Why Arlen? Arlen is the TV home of "King of the Hill." It's a small conservative town that is threatened with ruination on a regular basis by twig boys, enviro wackos, diversity nuts, "PC" police and other ivory tower liberals. I like to think of Arlen as a metaphor for this here great nation of ours. |
Friday, July 22, 2005
Posted
4:55 AM
by Hank
ITHACA NY--The Ithaca Police have a new patrol car: a yellow Volkswagon bug. I am not making this up.
Reaction from the community has ranged from disgusted to amused. The Journal, in a bold display of journalistic insight, noted “The cost for the new Beetles may not be justified.” One city council member was insulted that the car was not patrolling his own neighborhood, claiming that the more traditional police cars used in in his district were reflective of “police officers in combat boots.”

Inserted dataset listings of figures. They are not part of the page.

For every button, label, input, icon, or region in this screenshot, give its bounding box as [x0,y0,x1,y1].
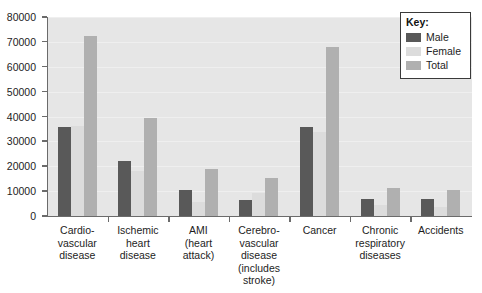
legend-item-total: Total [406,59,465,71]
x-axis-label-line: disease [47,249,108,262]
bar-female [374,205,387,216]
x-tick-mark [168,216,170,222]
x-axis-label-line: vascular [47,237,108,250]
x-axis-label: Cerebro-vasculardisease(includesstroke) [229,224,290,287]
legend-swatch-total [406,61,421,70]
bar-group [289,17,350,216]
legend-label-total: Total [426,60,448,71]
x-axis-label: AMI(heartattack) [168,224,229,262]
bar-female [71,126,84,216]
bar-total [387,188,400,216]
legend: Key: Male Female Total [400,12,471,79]
y-tick-label: 50000 [7,87,36,97]
bar-group [229,17,290,216]
x-axis-label-line: Cardio- [47,224,108,237]
bar-chart: 0100002000030000400005000060000700008000… [0,0,482,293]
x-axis-label: Chronicrespiratorydiseases [350,224,411,262]
y-tick-label: 40000 [7,112,36,122]
x-axis-label-line: heart [108,237,169,250]
bar-group [168,17,229,216]
x-axis-label-line: Cerebro- [229,224,290,237]
x-axis-label-line: Accidents [410,224,471,237]
y-tick-label: 0 [30,211,36,221]
bar-male [239,200,252,216]
x-axis-label-line: (heart [168,237,229,250]
bar-male [118,161,131,216]
x-axis-label-line: stroke) [229,274,290,287]
bar-female [192,202,205,216]
legend-label-female: Female [426,46,461,57]
bar-total [447,190,460,216]
x-tick-mark [108,216,110,222]
bar-female [252,193,265,216]
x-axis-label-line: attack) [168,249,229,262]
x-axis-label-line: respiratory [350,237,411,250]
y-tick-label: 80000 [7,12,36,22]
legend-swatch-male [406,33,421,42]
x-axis-label-line: Chronic [350,224,411,237]
bar-male [421,199,434,216]
x-axis-label: Cardio-vasculardisease [47,224,108,262]
bar-total [84,36,97,216]
y-tick-label: 20000 [7,161,36,171]
bar-total [265,178,278,216]
x-axis-label-line: Ischemic [108,224,169,237]
x-axis-label-line: vascular [229,237,290,250]
bar-female [434,207,447,216]
bar-total [205,169,218,216]
legend-label-male: Male [426,32,449,43]
bar-female [131,171,144,216]
bar-female [313,132,326,216]
x-axis-ticks [47,216,471,224]
legend-swatch-female [406,47,421,56]
x-axis-label-line: diseases [350,249,411,262]
x-tick-mark [410,216,412,222]
x-axis-label-line: AMI [168,224,229,237]
bar-male [300,127,313,216]
x-axis-label: Ischemicheartdisease [108,224,169,262]
x-tick-mark [350,216,352,222]
bar-total [144,118,157,216]
x-tick-mark [229,216,231,222]
y-axis: 0100002000030000400005000060000700008000… [0,0,43,293]
x-axis-label-line: (includes [229,262,290,275]
bar-male [58,127,71,216]
x-axis-label: Accidents [410,224,471,237]
bar-total [326,47,339,216]
y-tick-label: 60000 [7,62,36,72]
x-tick-mark [289,216,291,222]
x-axis-label-line: Cancer [289,224,350,237]
legend-item-female: Female [406,45,465,57]
y-tick-label: 10000 [7,186,36,196]
x-axis-labels: Cardio-vasculardiseaseIschemicheartdisea… [47,224,471,293]
x-axis-label: Cancer [289,224,350,237]
bar-group [108,17,169,216]
legend-title: Key: [406,17,465,28]
y-tick-label: 30000 [7,136,36,146]
x-axis-label-line: disease [229,249,290,262]
bar-male [179,190,192,216]
bar-male [361,199,374,216]
x-axis-label-line: disease [108,249,169,262]
bar-group [47,17,108,216]
y-tick-label: 70000 [7,37,36,47]
legend-item-male: Male [406,31,465,43]
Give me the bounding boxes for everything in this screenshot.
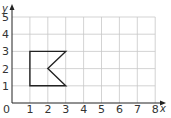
x-tick-2: 2	[44, 103, 51, 116]
axes	[12, 7, 163, 103]
y-tick-2: 2	[2, 63, 9, 76]
y-tick-4: 4	[2, 28, 9, 41]
y-axis-arrow-icon	[10, 4, 15, 10]
y-tick-3: 3	[2, 45, 9, 58]
x-tick-6: 6	[116, 103, 123, 116]
x-tick-7: 7	[134, 103, 141, 116]
x-tick-5: 5	[98, 103, 105, 116]
grid-lines	[12, 17, 155, 103]
origin-label: 0	[3, 103, 10, 116]
x-tick-1: 1	[27, 103, 34, 116]
y-tick-1: 1	[2, 80, 9, 93]
x-tick-8: 8	[152, 103, 159, 116]
coordinate-grid: y x 0 1 2 3 4 5 6 7 8 1 2 3 4 5	[0, 0, 171, 118]
x-tick-4: 4	[80, 103, 87, 116]
x-tick-3: 3	[62, 103, 69, 116]
x-axis-label: x	[159, 103, 166, 114]
y-tick-5: 5	[2, 11, 9, 24]
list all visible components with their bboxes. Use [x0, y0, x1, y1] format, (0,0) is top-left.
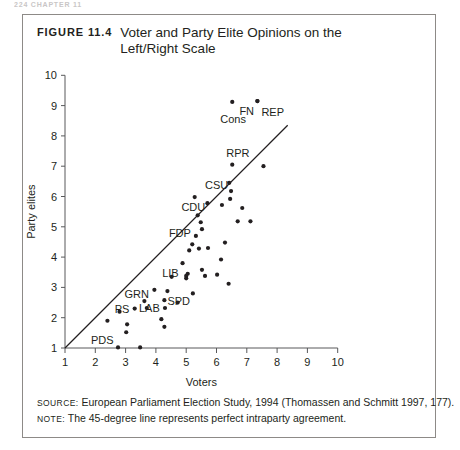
source-key: Source:: [37, 398, 79, 408]
data-point: [124, 330, 128, 334]
data-point: [219, 257, 223, 261]
note-key: Note:: [37, 414, 65, 424]
data-point: [203, 274, 207, 278]
x-axis-title: Voters: [186, 376, 218, 388]
y-tick-label: 5: [51, 221, 57, 233]
data-point-label: PDS: [91, 334, 114, 346]
data-point: [193, 195, 197, 199]
x-tick-label: 9: [304, 356, 310, 368]
y-tick-label: 10: [45, 69, 57, 81]
figure-footer: Source: European Parliament Election Stu…: [37, 395, 423, 427]
data-point-label: SPD: [167, 295, 190, 307]
data-point: [184, 274, 188, 278]
scatter-plot: 1234567891012345678910 PDSPSLABGRNSPDLIB…: [23, 15, 437, 439]
x-tick-label: 10: [332, 356, 344, 368]
source-text: European Parliament Election Study, 1994…: [79, 396, 455, 408]
data-point-label: LIB: [162, 267, 179, 279]
data-point-label: REP: [261, 106, 284, 118]
data-point: [255, 99, 259, 103]
data-point: [152, 288, 156, 292]
data-point: [105, 319, 109, 323]
figure-container: FIGURE 11.4 Voter and Party Elite Opinio…: [22, 14, 436, 438]
x-tick-label: 8: [274, 356, 280, 368]
data-point: [125, 322, 129, 326]
data-point: [200, 268, 204, 272]
data-point: [200, 227, 204, 231]
data-point: [228, 197, 232, 201]
plot-canvas: 1234567891012345678910 PDSPSLABGRNSPDLIB…: [23, 15, 437, 439]
data-point-label: PS: [115, 303, 130, 315]
data-point: [236, 219, 240, 223]
data-point-label: FDP: [169, 227, 191, 239]
y-tick-label: 8: [51, 130, 57, 142]
y-tick-label: 4: [51, 251, 57, 263]
data-point: [197, 247, 201, 251]
data-point: [199, 220, 203, 224]
data-point: [220, 203, 224, 207]
data-point: [194, 234, 198, 238]
data-point: [180, 261, 184, 265]
running-header: 224 CHAPTER 11: [14, 1, 194, 8]
y-tick-label: 2: [51, 312, 57, 324]
x-tick-label: 5: [183, 356, 189, 368]
y-tick-label: 9: [51, 100, 57, 112]
data-point: [240, 206, 244, 210]
data-point: [196, 213, 200, 217]
data-point: [215, 273, 219, 277]
data-point: [116, 345, 120, 349]
y-tick-label: 7: [51, 160, 57, 172]
y-axis-title: Party elites: [25, 184, 37, 239]
data-point-label: LAB: [139, 302, 160, 314]
data-point: [165, 289, 169, 293]
data-point: [230, 100, 234, 104]
x-tick-label: 3: [123, 356, 129, 368]
x-tick-label: 1: [62, 356, 68, 368]
data-point-label: CSU: [205, 179, 228, 191]
data-point: [227, 282, 231, 286]
x-tick-label: 4: [153, 356, 159, 368]
y-tick-label: 6: [51, 191, 57, 203]
data-point-label: CDU: [181, 201, 205, 213]
data-point: [223, 240, 227, 244]
data-point: [190, 242, 194, 246]
data-point: [205, 201, 209, 205]
data-point: [162, 298, 166, 302]
data-point: [230, 163, 234, 167]
note-text: The 45-degree line represents perfect in…: [65, 412, 346, 424]
x-tick-label: 2: [92, 356, 98, 368]
data-point-label: RPR: [226, 147, 249, 159]
y-tick-label: 1: [51, 342, 57, 354]
data-point: [261, 164, 265, 168]
data-point: [248, 219, 252, 223]
data-point: [191, 291, 195, 295]
data-point-label: GRN: [124, 288, 149, 300]
data-point: [206, 246, 210, 250]
x-tick-label: 7: [244, 356, 250, 368]
data-point: [162, 325, 166, 329]
data-point: [159, 317, 163, 321]
data-point: [133, 307, 137, 311]
data-point: [138, 345, 142, 349]
y-tick-label: 3: [51, 281, 57, 293]
data-point-label: FN: [239, 105, 254, 117]
source-line: Source: European Parliament Election Stu…: [37, 395, 423, 411]
note-line: Note: The 45-degree line represents perf…: [37, 411, 423, 427]
data-point: [187, 248, 191, 252]
x-tick-label: 6: [213, 356, 219, 368]
data-point: [229, 189, 233, 193]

“It's not really striking the fear into anyone,” one person told the Journal. Wednesday, July 06, 2005
Posted
8:00 PM
by Hank
"Who am I? Why am I here?" he asked rhetorically in his opening statement. Toward the end, he asked the moderator to repeat a question, saying, "I didn't have my hearing aid turned on." What many didn't realize was that Stockdale lost his hearing as Prisoner of War in Vietnam: Stockdale was made a particular target of his captors. He was the POW leader; it was obvious he was counseling defiance. He was informed one day that he would be taken downtown to read a propaganda statement. "They were always careful not to torture us in ways that would look too obvious, like punishment to the face. They wanted it to seem like we were making these statements of our own free will, which of course would have been ludicrous." "While they were gone, I picked up a mahogany stool and bashed my own face with it," Stockdale says. "Both my eyes swelled up and closed. They couldn't take me out in public now because anyone seeing it would think they'd beaten me to make me cooperate." As punishment, Stockdale spent much of the next two years in solitary confinement, usually in leg irons. He was tortured more than a dozen times. Undeterred, he communicated with other prisoners by tapping out code on cell walls with tin cups. Whenever he was allowed to talk directly with other Americans, he instructed them to resist any form of cooperation with the Viet Cong. Stockdate was a patriot, a war hero and, as Dennis Miller noted, "a brilliant, sensitive, courageous man. And yet he committed the one unpardonable sin in our culture: he was bad on television." Rest in Peace, sir. Monday, July 04, 2005
Posted
9:45 AM
by Hank
From the Finger Lakes Times, a small town paper in upstate New York, comes this combination of good news from Iraq and a nice reminder of what July 4 really stands for: [Spc. Christopher Bean], 20, of Port Gibson, finished up a year-long stint in Baghdad as a truck driver with the 594th Transportation Co., a 101st Airborne division. His time in the military has given him a different perspective on the Fourth of July. Saturday, July 02, 2005
Posted
8:34 AM
by Hank
Apparently, every time a single person tries to talk people out of seeing a movie, its big news in Rochester, New York. A local TV station is reporting that a "a local college student tried to get people to ...not to go to Tom Cruise's latest movie, 'War of the Worlds.'" Fugle believes Cruise is adding to the stigma of mental illness, by talking about his scientology beliefs. Cruise made comments about...post partum depression [and claimed it can be cured] by taking vitamins. Better alert the media, since I plan on telling my wife I don't want to go to anymore foreign art flicks.